Best Books I Read in 2025

  1. Thistlefoot by GennaRose Nethercott--I loved Baba Yaga as a kid and I love this modern, Jewish take on the story
  2. The Feather Thief: Beauty, Obsession, and the Natural History Heist of the Century by Kirk W. Johnson--I'd recommend this to anyone. Just a fascinating story--I never knew how much I wanted to know about fly-tying and the mystery of dead nineteenth century birds
  3. Sunrise on the Reaping by Suzanne Collins--Another gut-wrenching Hunger Games triumph--and maybe unfortunately one more for our times 
  4. Lessons in Magic and Disaster by Charlie Jane Anders--This is like all my favorite things in one book. Delicious Brit lit nerdery, witches, queer people, Boston and Cambridge, liminal spaces, and, yes, magic. Written by the incomparable Charlie Jane Anders (literally--one of the comps compared her to herself 🤣)!
  5. The Third Gilmore Girl by Kelly Bishop--She had such a fascinating life and she and the ghostwriter write it so well in her voice, which is very Emily Gilmore but a bit nicer!
  6. The Future by Naomi Alderman--A really interesting twist on a near-future apocalyptic future--leaves a lot to think about
  7. A Fellowship of Bakers & Magic/Adenashire series by J. Penner--This whole series was just a magical cozy fantasy delight.

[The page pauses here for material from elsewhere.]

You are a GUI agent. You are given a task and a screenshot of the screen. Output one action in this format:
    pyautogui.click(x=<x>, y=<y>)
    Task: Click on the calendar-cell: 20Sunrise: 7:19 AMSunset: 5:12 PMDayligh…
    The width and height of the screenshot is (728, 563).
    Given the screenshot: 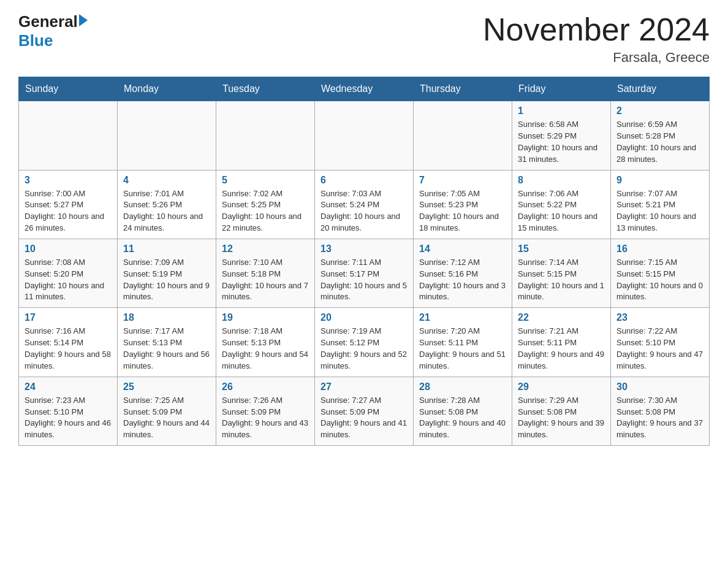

The first book really is a fantasy British Bakeoff, and I love how the other ones explore new characters and magical races and the setting but still stay cozy.
  8. How About Now: Poems by Kate Baer--Millenial woman poetry for the win
  9. The Housekeeper and the Professor by Yoko Ogawa--A quiet little slip of a book that makes you think about how people can really touch each others' lives in unexpected ways
  10. Better Living Through Birding: Notes from a Black Man in the Natural World by Christian Cooper--Another one I keep thinking about for many reasons--the birding, of course, but also Cooper's career in comics and just his life in general is so interesting. Highly recommend!

Comments

Lydia said…
Sunrise on the Reaping has been on so many lists this week!
Olivia Beck said…
What an impressive list. Happy 2026!